How this movie doesn't get more acclaim is strange.
The prophetic and imaginative Michael Crichton ("Andromeda Strain", "Coma", "WestWorld" directs his own screenplay. Michael Crichton had a prescience in his vision and this movie is no exception. Getting hung up on setting the movie "in the future" never presented a dilemma for Crichton. He just uses contemporary settings to bring the movie closer to home. The technology may be beyond our means, but it still affects us all today.
The movie stars brilliant and eclectic Ben Gazzara ("The Killing of a Chinese Bookie", "The Big Lebowski"), Storied great E.G. Marshall ("12 Angry Men", "Creepshow"), Prolific Martin Sheen ("Apocalypse Now", "The Dead Zone") and Television guest star William Windom ("Star Trek: The Doomsday Machine", "Escape from the Planet of The Apes").
The musical score is even composed by composer-great Jerry Goldsmith.

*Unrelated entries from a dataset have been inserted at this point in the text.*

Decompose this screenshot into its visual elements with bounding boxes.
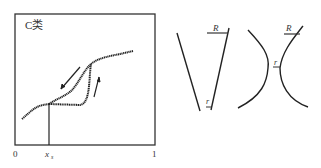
x-tick-0: 0 — [13, 149, 18, 159]
hourglass-pore-shape: R r — [238, 23, 308, 108]
hourglass-r-label: r — [274, 58, 278, 67]
arrow-desorption-icon — [61, 67, 80, 89]
x-tick-xs-subscript: s — [51, 154, 54, 160]
x-tick-xs: x — [44, 149, 49, 159]
hourglass-R-label: R — [285, 23, 292, 33]
cone-pore-shape: R r — [177, 23, 229, 111]
cone-R-label: R — [212, 23, 219, 33]
curve-lower-start — [22, 104, 49, 119]
cone-r-label: r — [206, 97, 210, 106]
panel-label: C类 — [25, 18, 43, 31]
arrow-adsorption-icon — [94, 77, 100, 97]
curve-plateau — [91, 51, 133, 64]
plot-frame — [15, 14, 155, 145]
curve-desorption-branch — [49, 64, 91, 104]
diagram-canvas: C类 0 x s 1 R r R r — [0, 0, 321, 168]
x-tick-1: 1 — [152, 149, 157, 159]
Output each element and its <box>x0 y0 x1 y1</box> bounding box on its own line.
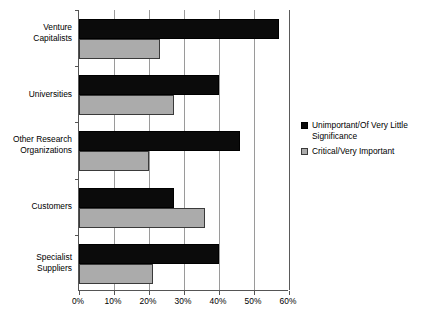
x-axis-tick-mark <box>254 291 255 295</box>
x-axis-tick-mark <box>149 291 150 295</box>
gridline <box>289 10 290 290</box>
y-axis-label-universities: Universities <box>0 89 72 100</box>
x-axis-tick-mark <box>114 291 115 295</box>
chart-legend: Unimportant/Of Very Little Significance … <box>301 120 437 162</box>
y-axis-label-line: Organizations <box>0 145 72 156</box>
x-axis-tick-mark <box>79 291 80 295</box>
legend-label: Unimportant/Of Very Little Significance <box>312 120 408 141</box>
y-axis-label-line: Venture <box>0 22 72 33</box>
y-axis-tick-mark <box>75 66 79 67</box>
y-axis-label-line: Capitalists <box>0 33 72 44</box>
y-axis-label-customers: Customers <box>0 201 72 212</box>
bar-critical <box>79 95 174 115</box>
y-axis-label-venture-capitalists: Venture Capitalists <box>0 22 72 43</box>
x-axis-tick-labels: 0%10%20%30%40%50%60% <box>78 296 288 310</box>
y-axis-label-line: Other Research <box>0 134 72 145</box>
legend-label-line: Critical/Very Important <box>312 146 394 156</box>
legend-label: Critical/Very Important <box>312 146 394 157</box>
legend-label-line: Significance <box>312 131 357 141</box>
bar-unimportant <box>79 188 174 208</box>
x-axis-tick-label: 20% <box>140 296 157 306</box>
x-axis-tick-mark <box>289 291 290 295</box>
x-axis-tick-label: 50% <box>245 296 262 306</box>
bar-chart: Venture Capitalists Universities Other R… <box>0 0 439 327</box>
gridline <box>254 10 255 290</box>
legend-swatch-icon <box>301 148 308 155</box>
y-axis-tick-mark <box>75 122 79 123</box>
legend-swatch-icon <box>301 122 308 129</box>
bar-critical <box>79 151 149 171</box>
legend-item-critical: Critical/Very Important <box>301 146 437 157</box>
bar-unimportant <box>79 19 279 39</box>
x-axis-tick-label: 40% <box>210 296 227 306</box>
x-axis-tick-label: 30% <box>175 296 192 306</box>
legend-item-unimportant: Unimportant/Of Very Little Significance <box>301 120 437 141</box>
x-axis-tick-label: 10% <box>105 296 122 306</box>
y-axis-label-line: Universities <box>0 89 72 100</box>
y-axis-label-other-research-organizations: Other Research Organizations <box>0 134 72 155</box>
x-axis-tick-mark <box>184 291 185 295</box>
y-axis-tick-mark <box>75 235 79 236</box>
x-axis-tick-label: 0% <box>72 296 84 306</box>
bar-unimportant <box>79 75 219 95</box>
y-axis-label-line: Customers <box>0 201 72 212</box>
bar-unimportant <box>79 244 219 264</box>
y-axis-tick-mark <box>75 179 79 180</box>
y-axis-label-specialist-suppliers: Specialist Suppliers <box>0 252 72 273</box>
x-axis-tick-mark <box>219 291 220 295</box>
bar-critical <box>79 39 160 59</box>
x-axis-tick-label: 60% <box>280 296 297 306</box>
bar-critical <box>79 264 153 284</box>
y-axis-tick-mark <box>75 10 79 11</box>
y-axis-label-line: Specialist <box>0 252 72 263</box>
y-axis-category-labels: Venture Capitalists Universities Other R… <box>0 10 76 291</box>
plot-area <box>78 10 288 291</box>
bar-unimportant <box>79 131 240 151</box>
legend-label-line: Unimportant/Of Very Little <box>312 120 408 130</box>
bar-critical <box>79 208 205 228</box>
y-axis-label-line: Suppliers <box>0 263 72 274</box>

Its reminiscent of "Hawaii 5-0", "McQ" or "The French Connection" a typical, but lively, 70s-style action cop-show movie background score. I love background scores like this. Its a really good one. The sunset of actual orchestral background scores.
The story revolves around a political activist-millionaire-terrorist who steals a large supply of nerve gas and threatens to release it in San Diego, which is hosting the Republican National Convention.
Sounds simple. The movie is really thrilling for a TV Movie, the story has a familiar contemporary feel, the acting and musical score are good. The movie was filmed in early 1970s San Diego and for anybody who loves or lives in San Diego (like me), the movie is a great archive piece to record how San Diego was 40 years ago. Much more watchable than "Attack of the Killer Tomatoes".
Could the movie have been better? Sure it could. It suffered from low-budget syndrome. Michael Crichton's visionary writing shakes most of the deficiencies the move has and makes this a great TV-Special...certainly one of my top 10-made for TV Movies of all time.